As an adjective honied

is covered with or containing honey.

As a verb ponied is

(pony).

honied

English

Adjective

(en adjective)
  • Covered with or containing honey
  • * {{quote-book, year=1836, author=William A. Alcott, title=The Young Mother, chapter=, edition= citation
  • , passage=It must be buttered, or honied , or toasted, or soaked in milk, or dipped in gravy. }}
  • * {{quote-book, year=1913, author=John L. Stoddard, title=Poems, chapter=, edition= citation
  • , passage=One of the pair Is a woman fair, With parted, smiling lips; For her each hour A honied flower, And she the bee that sips. }}
  • As sweet as honey
  • * {{quote-book, year=1903, author=Ambrose Bierce, title=Shapes of Clay, chapter=, edition= citation
  • , passage=From the same lips the honied phrases fall That still are bitter from cascades of gall. }}

    ponied

    English

    Verb

    (head)
  • (pony)
  • Anagrams

    *

    pony

    English

    (wikipedia pony)

    Etymology 1

    1659 from (etyl) (cognate to English foal).

    Noun

    (ponies)
  • Any of several small breeds of horse under 14.2 hands.
  • (regional) A small serving of an alcoholic beverage.
  • * 1969 , Vladimir Nabokov, Ada or Ardor , Penguin 2011, p. 193:
  • Demon popped into his mouth a last morsel of black bread with elastic samlet, gulped down a last pony of vodka and took his place at the table with Marina facing him across its oblong length.
  • * 2010 , Dick Lynas, Pies Were for Thursdays: Tales from an Ordinary Glasgow East End Childhood , page 283,
  • I did not even know what a ‘pony'’, a small chaser of beer, was.
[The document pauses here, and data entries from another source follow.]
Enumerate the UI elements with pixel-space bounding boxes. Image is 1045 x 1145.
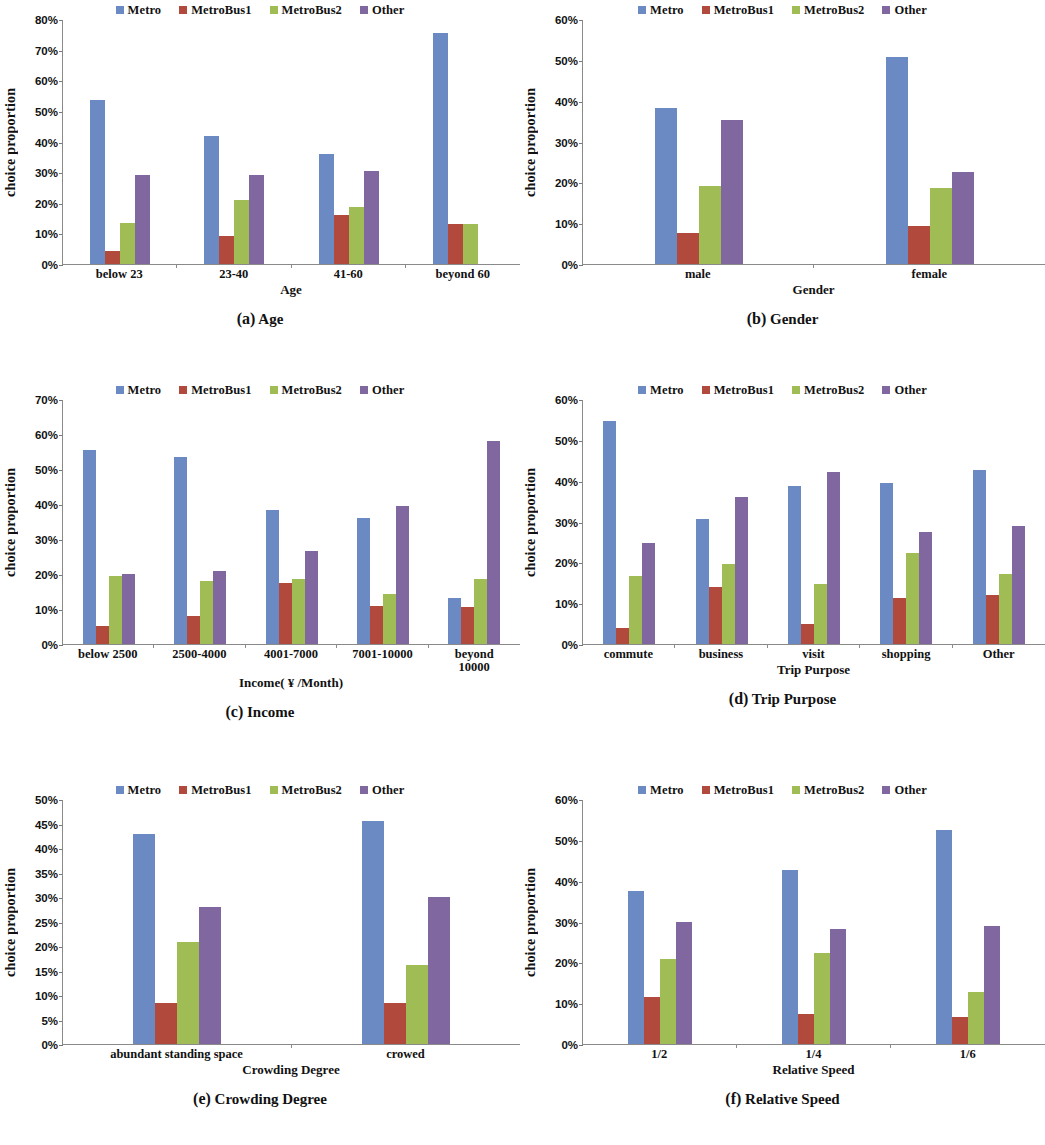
bar-other[interactable] bbox=[364, 171, 379, 264]
bar-metro[interactable] bbox=[357, 518, 370, 644]
legend-item-other[interactable]: Other bbox=[882, 783, 926, 798]
legend-item-metrobus1[interactable]: MetroBus1 bbox=[702, 783, 774, 798]
bar-other[interactable] bbox=[721, 120, 743, 264]
bar-metrobus2[interactable] bbox=[814, 953, 830, 1044]
legend-item-metro[interactable]: Metro bbox=[638, 783, 684, 798]
bar-metrobus1[interactable] bbox=[105, 251, 120, 264]
legend-item-metrobus2[interactable]: MetroBus2 bbox=[270, 783, 342, 798]
bar-metrobus1[interactable] bbox=[219, 236, 234, 264]
legend-item-metro[interactable]: Metro bbox=[116, 783, 162, 798]
legend-item-other[interactable]: Other bbox=[360, 3, 404, 18]
bar-metrobus1[interactable] bbox=[279, 583, 292, 644]
bar-metrobus2[interactable] bbox=[722, 564, 735, 644]
bar-metrobus1[interactable] bbox=[461, 607, 474, 644]
bar-metrobus1[interactable] bbox=[798, 1014, 814, 1044]
bar-other[interactable] bbox=[984, 926, 1000, 1044]
bar-metro[interactable] bbox=[133, 834, 155, 1044]
bar-metrobus2[interactable] bbox=[463, 224, 478, 264]
bar-metrobus1[interactable] bbox=[155, 1003, 177, 1044]
bar-other[interactable] bbox=[305, 551, 318, 644]
legend-item-other[interactable]: Other bbox=[360, 383, 404, 398]
bar-metrobus2[interactable] bbox=[814, 584, 827, 644]
bar-metro[interactable] bbox=[83, 450, 96, 644]
legend-item-metrobus1[interactable]: MetroBus1 bbox=[702, 383, 774, 398]
bar-metrobus2[interactable] bbox=[177, 942, 199, 1044]
bar-metrobus2[interactable] bbox=[109, 576, 122, 644]
bar-metrobus2[interactable] bbox=[968, 992, 984, 1044]
bar-other[interactable] bbox=[952, 172, 974, 264]
bar-metrobus1[interactable] bbox=[677, 233, 699, 264]
bar-metrobus1[interactable] bbox=[448, 224, 463, 264]
bar-metro[interactable] bbox=[880, 483, 893, 644]
bar-metrobus1[interactable] bbox=[709, 587, 722, 644]
bar-metro[interactable] bbox=[448, 598, 461, 644]
legend-item-metrobus2[interactable]: MetroBus2 bbox=[792, 783, 864, 798]
bar-metrobus2[interactable] bbox=[629, 576, 642, 644]
bar-metrobus1[interactable] bbox=[96, 626, 109, 644]
bar-metrobus2[interactable] bbox=[660, 959, 676, 1044]
bar-other[interactable] bbox=[428, 897, 450, 1044]
bar-metrobus2[interactable] bbox=[699, 186, 721, 264]
bar-metrobus2[interactable] bbox=[349, 207, 364, 264]
bar-metrobus2[interactable] bbox=[906, 553, 919, 644]
bar-metrobus2[interactable] bbox=[999, 574, 1012, 644]
bar-other[interactable] bbox=[213, 571, 226, 645]
bar-other[interactable] bbox=[827, 472, 840, 644]
bar-metro[interactable] bbox=[204, 136, 219, 264]
bar-metrobus2[interactable] bbox=[292, 579, 305, 644]
bar-metrobus2[interactable] bbox=[200, 581, 213, 644]
bar-other[interactable] bbox=[122, 574, 135, 644]
bar-other[interactable] bbox=[830, 929, 846, 1044]
bar-metro[interactable] bbox=[886, 57, 908, 264]
legend-item-metrobus1[interactable]: MetroBus1 bbox=[179, 783, 251, 798]
bar-metrobus1[interactable] bbox=[644, 997, 660, 1044]
bar-metro[interactable] bbox=[362, 821, 384, 1044]
legend-item-metrobus1[interactable]: MetroBus1 bbox=[179, 383, 251, 398]
bar-metrobus1[interactable] bbox=[334, 215, 349, 264]
legend-item-metrobus2[interactable]: MetroBus2 bbox=[270, 3, 342, 18]
bar-metrobus2[interactable] bbox=[234, 200, 249, 264]
bar-other[interactable] bbox=[199, 907, 221, 1044]
bar-other[interactable] bbox=[487, 441, 500, 644]
bar-other[interactable] bbox=[135, 175, 150, 264]
bar-metrobus1[interactable] bbox=[384, 1003, 406, 1044]
legend-item-metrobus2[interactable]: MetroBus2 bbox=[792, 383, 864, 398]
bar-metro[interactable] bbox=[90, 100, 105, 264]
bar-metro[interactable] bbox=[655, 108, 677, 264]
bar-other[interactable] bbox=[249, 175, 264, 264]
legend-item-metrobus1[interactable]: MetroBus1 bbox=[179, 3, 251, 18]
bar-metro[interactable] bbox=[319, 154, 334, 264]
bar-metro[interactable] bbox=[603, 421, 616, 644]
bar-metro[interactable] bbox=[973, 470, 986, 644]
bar-metrobus2[interactable] bbox=[930, 188, 952, 264]
bar-metro[interactable] bbox=[174, 457, 187, 644]
legend-item-other[interactable]: Other bbox=[882, 3, 926, 18]
bar-metro[interactable] bbox=[628, 891, 644, 1044]
bar-metrobus2[interactable] bbox=[474, 579, 487, 644]
bar-metro[interactable] bbox=[696, 519, 709, 644]
bar-metro[interactable] bbox=[782, 870, 798, 1044]
bar-metro[interactable] bbox=[266, 510, 279, 644]
legend-item-metro[interactable]: Metro bbox=[638, 3, 684, 18]
legend-item-other[interactable]: Other bbox=[360, 783, 404, 798]
bar-metrobus1[interactable] bbox=[187, 616, 200, 644]
bar-other[interactable] bbox=[735, 497, 748, 644]
legend-item-metrobus2[interactable]: MetroBus2 bbox=[270, 383, 342, 398]
legend-item-other[interactable]: Other bbox=[882, 383, 926, 398]
bar-metrobus1[interactable] bbox=[893, 598, 906, 644]
bar-metrobus2[interactable] bbox=[120, 223, 135, 264]
bar-metrobus1[interactable] bbox=[616, 628, 629, 644]
legend-item-metro[interactable]: Metro bbox=[116, 3, 162, 18]
bar-metro[interactable] bbox=[433, 33, 448, 264]
bar-metrobus2[interactable] bbox=[406, 965, 428, 1044]
bar-metrobus1[interactable] bbox=[952, 1017, 968, 1044]
bar-other[interactable] bbox=[396, 506, 409, 644]
bar-metrobus1[interactable] bbox=[986, 595, 999, 644]
bar-metro[interactable] bbox=[936, 830, 952, 1044]
bar-metrobus1[interactable] bbox=[801, 624, 814, 644]
legend-item-metro[interactable]: Metro bbox=[638, 383, 684, 398]
legend-item-metrobus2[interactable]: MetroBus2 bbox=[792, 3, 864, 18]
bar-metrobus1[interactable] bbox=[370, 606, 383, 645]
bar-metro[interactable] bbox=[788, 486, 801, 644]
legend-item-metro[interactable]: Metro bbox=[116, 383, 162, 398]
But of course I could not admit that. So putting on an air of nonchalance, and a deep voice, I strolled into a pub with one of the other equally naive guys and we ordered two ' ponies of beer.
    ‘McEwans?’ asked the barman.
    ‘Naw - ponies ’ said I.
  • (Australia, New South Wales, Victoria) A serving of 140 millilitres of beer.
  • (UK, slang) Twenty-five pounds sterling.
  • (US, slang) A translation used as a study aid; loosely, a crib, a cheat-sheet.
  • (Cockney rhyming slang) (from "pony and trap" ) Crap; rubbish, nonsense.
  • Synonyms
    * (l)
    Derived terms
    * dog and pony show * play the ponies * polo pony * pony and trap * pony chaise * pony engine * pony express * pony glass * pony keg * pony truck * pony truss * pony up * Shetland pony

    Verb

  • To lead (a horse) from another horse.
  • Etymology 2

    Shortened from (pony and trap), rhyming with (crap)

    Adjective

    (er)
  • (Cockney rhyming slang) Of little worth.